Humility helps, character counts. Leadership does not knowingly encourage or feed ugly or debased appetites in us. Leadership lives by the American creed, “E pluribus unum.” From many one. American leadership looks to the world and just as Lincoln did, sees the family of man. Humanity is not a zero sum game. When we have been at our most prosperous, we have been at our most principled, and when we do well, the rest of the world does well.
These articles of civic faith have been critical to the American identity for as long as we have been alive. They are our birthright and our obligation. We must guard them jealously and pass them on for as long as the calendar has days. To betray them or to be unserious in their defense is a betrayal of the fundamental obligations of American leadership and to behave as if they don’t matter is simply not who we are.
Now it seems that we, the architects of this visionary rules-based world order that has brought so much freedom and prosperity, are the ones most eager to abandon it. The implications of this abandonment are profound and the beneficiaries of this rather radical departure in the American approach to the world are the ideological enemies of our values. Despotism loves a vacuum and our allies are now looking elsewhere for leadership.
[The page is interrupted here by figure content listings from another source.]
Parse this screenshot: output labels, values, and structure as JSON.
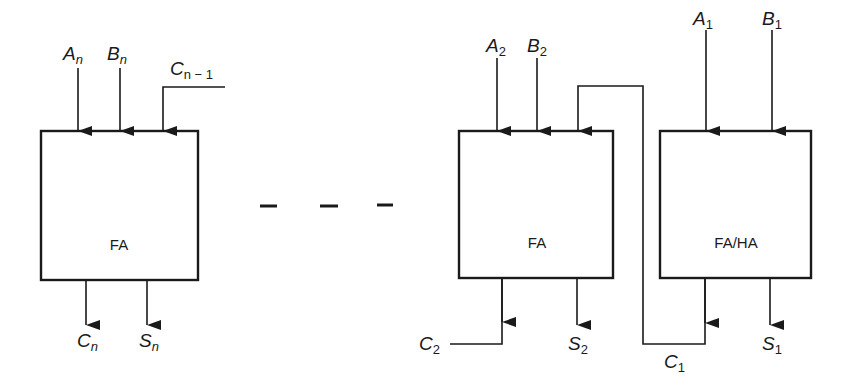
{
  "diagram": {
    "title": "",
    "blocks": [
      {
        "id": "stage-n",
        "label": "FA"
      },
      {
        "id": "stage-2",
        "label": "FA"
      },
      {
        "id": "stage-1",
        "label": "FA/HA"
      }
    ],
    "ellipsis": "— — —",
    "signals": {
      "An": {
        "base": "A",
        "sub": "n"
      },
      "Bn": {
        "base": "B",
        "sub": "n"
      },
      "Cn_1": {
        "base": "C",
        "sub": "n − 1"
      },
      "Cn": {
        "base": "C",
        "sub": "n"
      },
      "Sn": {
        "base": "S",
        "sub": "n"
      },
      "A2": {
        "base": "A",
        "sub": "2"
      },
      "B2": {
        "base": "B",
        "sub": "2"
      },
      "C2": {
        "base": "C",
        "sub": "2"
      },
      "S2": {
        "base": "S",
        "sub": "2"
      },
      "A1": {
        "base": "A",
        "sub": "1"
      },
      "B1": {
        "base": "B",
        "sub": "1"
      },
      "C1": {
        "base": "C",
        "sub": "1"
      },
      "S1": {
        "base": "S",
        "sub": "1"
      }
    },
    "connections": [
      {
        "from": "An",
        "to": "stage-n"
      },
      {
        "from": "Bn",
        "to": "stage-n"
      },
      {
        "from": "Cn_1",
        "to": "stage-n"
      },
      {
        "from": "stage-n",
        "to": "Cn"
      },
      {
        "from": "stage-n",
        "to": "Sn"
      },
      {
        "from": "A2",
        "to": "stage-2"
      },
      {
        "from": "B2",
        "to": "stage-2"
      },
      {
        "from": "C1",
        "to": "stage-2"
      },
      {
        "from": "stage-2",
        "to": "C2"
      },
      {
        "from": "stage-2",
        "to": "S2"
      },
      {
        "from": "A1",
        "to": "stage-1"
      },
      {
        "from": "B1",
        "to": "stage-1"
      },
      {
        "from": "stage-1",
        "to": "C1"
      },
      {
        "from": "stage-1",
        "to": "S1"
      }
    ]
  }
}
Why are they doing this? None of this is normal.
And what do we, as United States Senators, have to say about it? The principles that underlie our politics, the values of our founding, are too vital to our identity and to our survival to allow them to be compromised by the requirements of politics because politics can make us silent when we should speak and silence can equal complicity. I have children and grandchildren to answer to.
We were not made great as a country by indulging in or even exalting our worst impulses, turning against ourselves, glorifying in the things that divide us, and calling fake things true and true things fake. And we did not become the beacon of freedom in the darkest corners of the world by flouting our institutions and failing to understand just how hard-won and vulnerable they are.
I will close by borrowing the words of President Lincoln, who knew more about healthy enmity and preserving our founding values than any other American who has ever lived. His words from his first inaugural were a prayer in his time and are now no less in ours.
“We are not enemies, but friends. We must not be enemies. Though passion may have strained, it must not break the bonds of our affection. The mystic chords of memory will swell when again touched, as surely as they will be, by the better angels of our nature.”